Richly flavored is an entirely different matter. It is great not feeling like a sick person eating to fuel the body. It puts you in the position of making the foods you can eat into the foods you want to eat.
A steak, beautifully prepared is absolutely Diabetes Compatible. Remembering that is the key. Can you have a _____, maybe, once in awhile in a smaller portion. Making the lower carbohydrate side dish or the dessert that will go with it so good takes the sting out of feeling that you can’t have all that you want.
As someone who’s got a love of great food embedded in their DNA, was there something that you had trouble giving up after you learned you had diabetes?
Pasta would have been my first response. It wouldn’t have been true. It is bread. I have found many things like spaghetti squash to give me the sense of pasta. Bread, slathered in butter or olive oil is the treat for my birthday. I already created a birthday cake (King of the Night) that was better than many of the cakes I made pre-diagnosis. Bread…definitely bread.
Is there a history of diabetes in your family?
My paternal side of the family is rife with type 2 Diabetes. My father and two of his sisters suffered from it and their deaths in some ways can be attributed to Diabetes. My Brother and sister both had Diabetes.
I am the drastically younger sibling. Each of us was diagnosed in their late fifties, early sixties. Despite my brother being a medical scientist, he never knew much about eating to manage his Diabetes, My sister never paid much attention to it and ate what she ate and took medication after medication.
When I was diagnosed, I made it my business to learn as much as I could and create an eating plan that helps me manage my disease. It was a very clear choice for me.
When it dawned on me that there were plenty of foods out there that I could still eat, and even more to be created, my eyes, and my world, opened up.

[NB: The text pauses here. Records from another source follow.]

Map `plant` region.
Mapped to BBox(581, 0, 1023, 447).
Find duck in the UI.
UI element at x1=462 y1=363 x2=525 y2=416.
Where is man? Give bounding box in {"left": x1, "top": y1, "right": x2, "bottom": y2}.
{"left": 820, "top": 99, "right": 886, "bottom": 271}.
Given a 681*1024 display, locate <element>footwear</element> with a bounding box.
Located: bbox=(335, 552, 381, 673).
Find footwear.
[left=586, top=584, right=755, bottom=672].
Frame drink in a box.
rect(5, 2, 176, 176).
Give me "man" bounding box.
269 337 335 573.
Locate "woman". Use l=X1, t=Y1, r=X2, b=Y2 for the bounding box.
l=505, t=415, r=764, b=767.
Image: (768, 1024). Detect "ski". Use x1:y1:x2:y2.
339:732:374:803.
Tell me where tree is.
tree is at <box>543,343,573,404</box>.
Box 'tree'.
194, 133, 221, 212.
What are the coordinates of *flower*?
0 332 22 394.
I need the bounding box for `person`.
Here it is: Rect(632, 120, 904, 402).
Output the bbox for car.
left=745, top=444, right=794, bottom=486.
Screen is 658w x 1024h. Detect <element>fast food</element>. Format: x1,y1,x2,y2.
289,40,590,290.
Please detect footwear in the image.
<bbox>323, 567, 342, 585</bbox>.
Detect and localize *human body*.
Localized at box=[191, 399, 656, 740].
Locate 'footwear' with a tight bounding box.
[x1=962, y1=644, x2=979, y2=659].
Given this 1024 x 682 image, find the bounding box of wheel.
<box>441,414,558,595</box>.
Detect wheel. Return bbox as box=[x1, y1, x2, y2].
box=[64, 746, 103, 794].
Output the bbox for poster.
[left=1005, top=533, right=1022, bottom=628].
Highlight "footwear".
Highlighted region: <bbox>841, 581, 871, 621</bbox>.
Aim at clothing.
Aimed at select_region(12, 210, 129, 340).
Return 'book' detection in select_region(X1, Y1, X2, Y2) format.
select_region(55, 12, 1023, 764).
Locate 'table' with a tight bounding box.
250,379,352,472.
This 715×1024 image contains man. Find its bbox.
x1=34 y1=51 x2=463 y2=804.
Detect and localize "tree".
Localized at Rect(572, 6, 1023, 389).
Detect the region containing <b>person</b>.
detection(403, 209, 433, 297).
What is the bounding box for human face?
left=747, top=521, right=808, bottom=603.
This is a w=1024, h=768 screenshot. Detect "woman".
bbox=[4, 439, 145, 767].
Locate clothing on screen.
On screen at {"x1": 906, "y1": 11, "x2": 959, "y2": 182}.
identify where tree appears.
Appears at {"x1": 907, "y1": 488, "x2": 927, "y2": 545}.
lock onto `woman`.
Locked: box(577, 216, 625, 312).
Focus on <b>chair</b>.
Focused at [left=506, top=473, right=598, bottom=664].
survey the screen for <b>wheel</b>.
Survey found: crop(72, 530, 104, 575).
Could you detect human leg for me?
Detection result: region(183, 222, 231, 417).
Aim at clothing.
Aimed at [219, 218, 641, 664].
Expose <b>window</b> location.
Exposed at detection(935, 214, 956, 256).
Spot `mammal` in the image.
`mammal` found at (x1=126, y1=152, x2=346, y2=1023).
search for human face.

What advice would you give someone newly diagnosed?
Ask questions like crazy! Don’t allow anyone to intimidate you! Make certain that your medical profession team treats you with the respect that you deserve and if they don’t, find a new team. Second to that is getting yourself ready to do what you need to do. Your team can say do this, ‘eat that’, but until you realize how important you are to managing your Diabetes, it will be a struggle.
The other thing is that everybody is different. What works for me may not work for you. What works for you may not work for me. Each of us, with or without help, has to figure out what works. It is trial and error. It is very hard work. It is worth it.
If you were king of the world for a day, what sweeping changes would you make in the fight against diabetes?
I don’t know how to answer that question other than king is not good enough. Now if I were a Deity I would just get rid of Diabetes and be done with it. I don’t know if there is a cure that is not being pursued. Maybe I am naïve and there is a great medical conspiracy. I don’t want to think that way.
If you had to pick one favorite dish from all you’ve eaten in a lifetime, what would it be?
Moules marinieres as much as a concept as the dish itself. I love the dish but it is the full memory of eating it in a sidewalk café in Cannes, being in love/lust, eating all the crusty bread, hearing French spoken all around me.
In my house, dinner is in the dining room. There are candles, there are flowers, and there is music (sometimes jazz, sometimes classical) and yes, some nights we are in our sweats. I have my table back. Life is an occasion!
Any closing thoughts you’d like to share?
A few of my readers have generously dubbed me their “Kitchen hero” or “Kitchen best friend” or “Kitchen angel”. When the day comes for them to realize and tell me that they are their own “hero, best friend, and angel because of what they have accomplished, I will be hauling out the bourbon and toasting their elevation to DECADENCE… there might also be some crusty bread as well.
We highly encourage all of our readers to visit Ward on the web at the Decadent Diabetic.